2. Getting Started
Create an Account
Add your first account in Common Cents and choose the settings that affect balances, budgeting, and dashboard totals.
Accounts tell Common Cents where your money or debt lives. An account is required to use Common Cents, but it does not have to be a bank account. It can just be the money under your mattress although a bank account is probably a good idea.
Start with your main spending account #
For most people, the best first account is the checking account or cash account they use most often.
That gives you a simple place to start entering real transactions.
How to add an account #
You can add an account from places such as:
- the Combo Palette
- Add button actions in the app
- The dashboard and account pages if no accounts are currently set up
The fields that matter most #
When you create a basic account, focus on these first:
- Name so you can recognize it later
- Type so Common Cents treats it correctly
- Starting balance so your first numbers are not off from the start
- On budget so the app knows whether this account should affect category availability
For a first setup, those choices matter more than optional details like account number.
Choose the right account type #
The everyday starting point is a transaction account.
Depending on the features you have enabled, Common Cents can also support debt accounts and fixed asset accounts. Those types are useful, but they add more rules. If you are just getting started, use the simplest type that matches real life.

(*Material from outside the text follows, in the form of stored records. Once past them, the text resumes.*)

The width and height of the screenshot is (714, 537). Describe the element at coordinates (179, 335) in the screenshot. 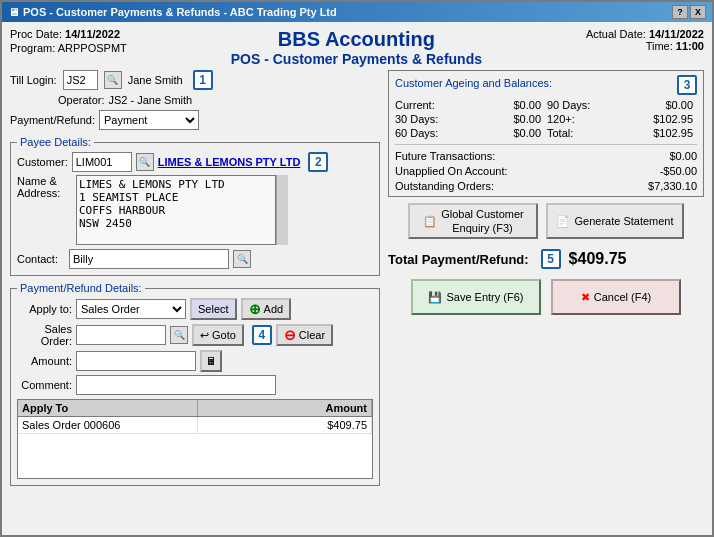

I see `sales-order-search-button: 🔍` at that location.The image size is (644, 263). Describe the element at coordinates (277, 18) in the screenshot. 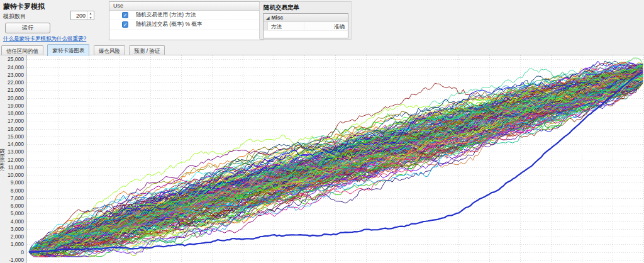

I see `property-group-label: Misc` at that location.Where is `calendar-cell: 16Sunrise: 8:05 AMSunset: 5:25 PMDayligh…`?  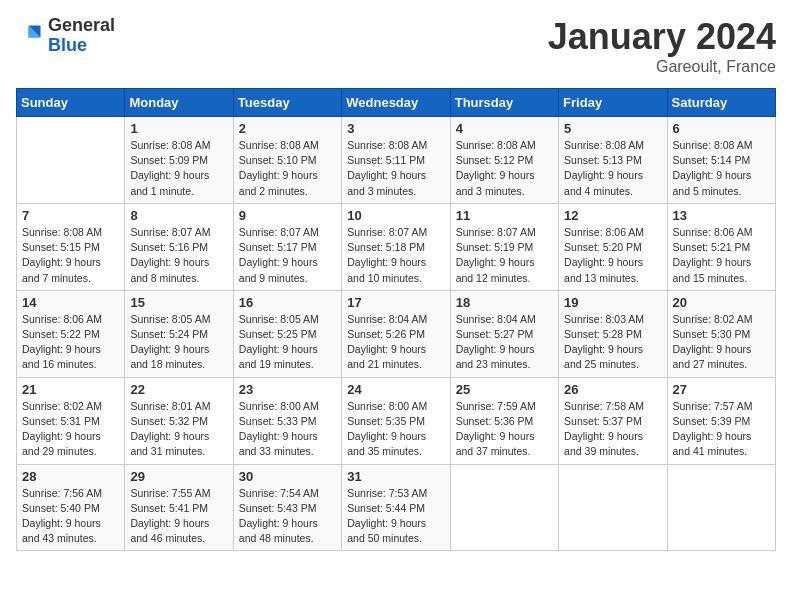 calendar-cell: 16Sunrise: 8:05 AMSunset: 5:25 PMDayligh… is located at coordinates (287, 334).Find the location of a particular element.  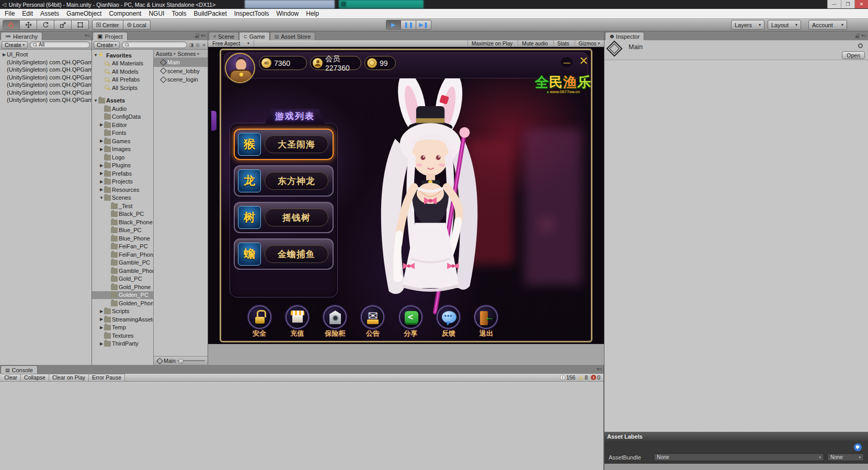

project-tree-item: ▶ Prefabs is located at coordinates (122, 174).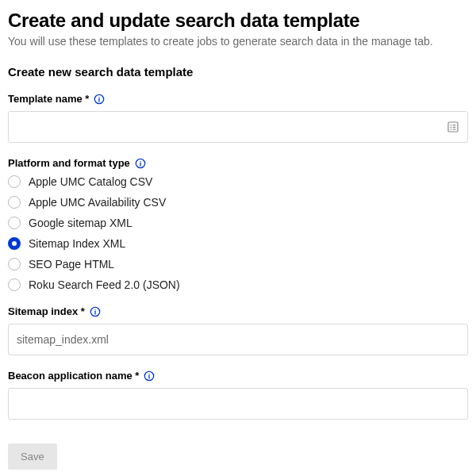  What do you see at coordinates (46, 311) in the screenshot?
I see `sitemap-index-label-text: Sitemap index *` at bounding box center [46, 311].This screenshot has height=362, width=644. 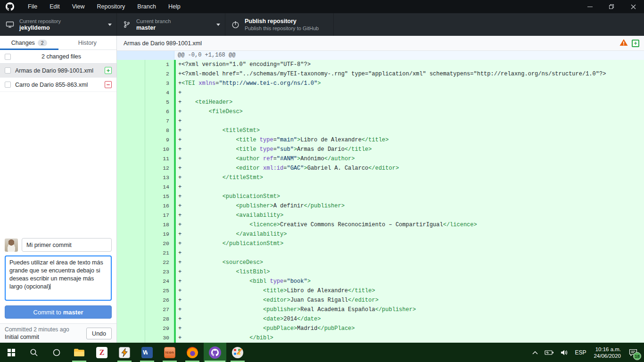 What do you see at coordinates (549, 353) in the screenshot?
I see `battery-icon` at bounding box center [549, 353].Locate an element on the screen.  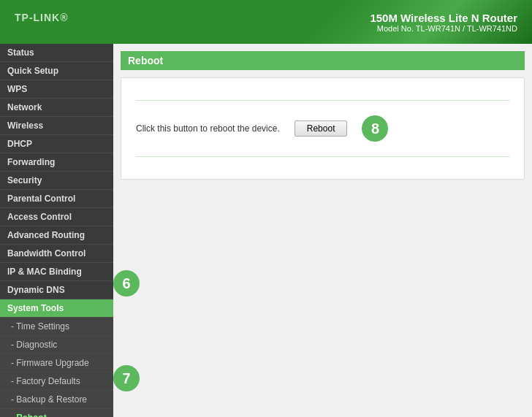
sidebar-item-time-settings: - Time Settings is located at coordinates (57, 327). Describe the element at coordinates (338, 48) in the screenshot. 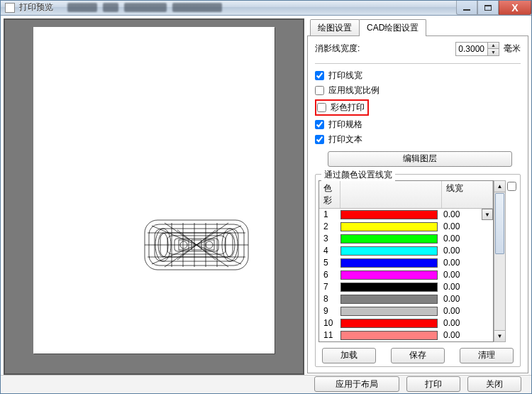

I see `hidden-line-width-label: 消影线宽度:` at that location. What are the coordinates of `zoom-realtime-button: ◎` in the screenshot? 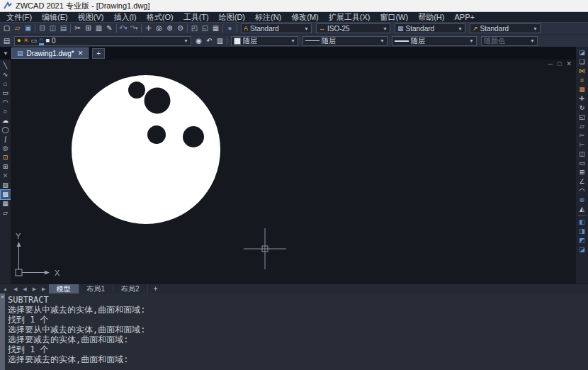 It's located at (159, 28).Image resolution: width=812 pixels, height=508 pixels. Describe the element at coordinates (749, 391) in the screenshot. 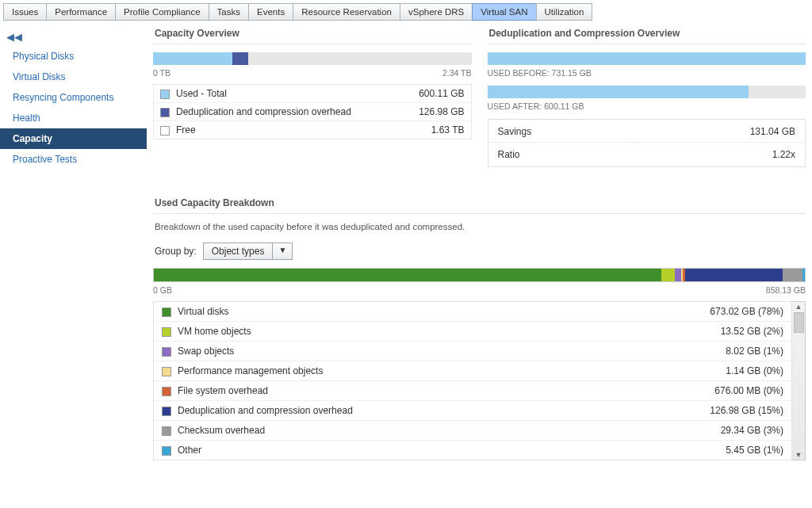

I see `breakdown-value: 676.00 MB (0%)` at that location.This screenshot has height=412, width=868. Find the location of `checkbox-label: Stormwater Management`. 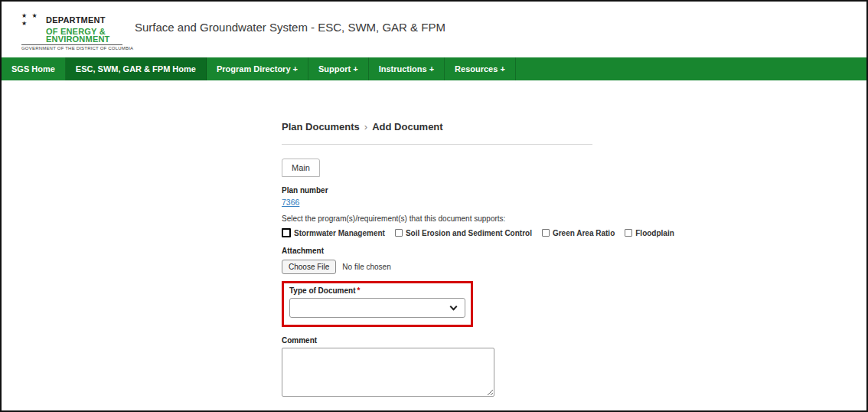

checkbox-label: Stormwater Management is located at coordinates (340, 233). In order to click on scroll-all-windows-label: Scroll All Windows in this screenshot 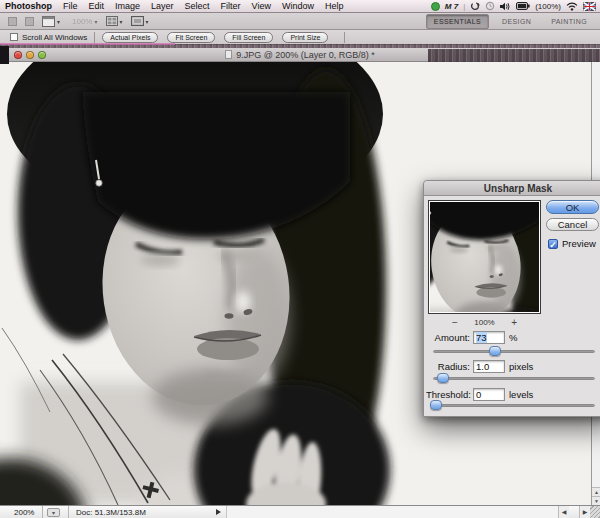, I will do `click(54, 38)`.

On-budget is a real decision #
On-budget accounts affect the money you can assign to categories.
If an account is off budget, it can still be tracked, but it will not feed the budget the same way. That choice is helpful when you are separating tracked balances from day-to-day budget money.
Primary account and dashboard behavior #
Transaction accounts can also affect dashboard summaries, and one transaction account can be marked as primary. Those settings are helpful, but they are not required to start. Get the account into the file first, then refine it later if needed.
A good first-account rule #
If you feel stuck, create one spending account with the correct current balance and move on. You can add savings, debt, and special-purpose accounts after the core workflow is working.
Next in Getting Started: Create a Category.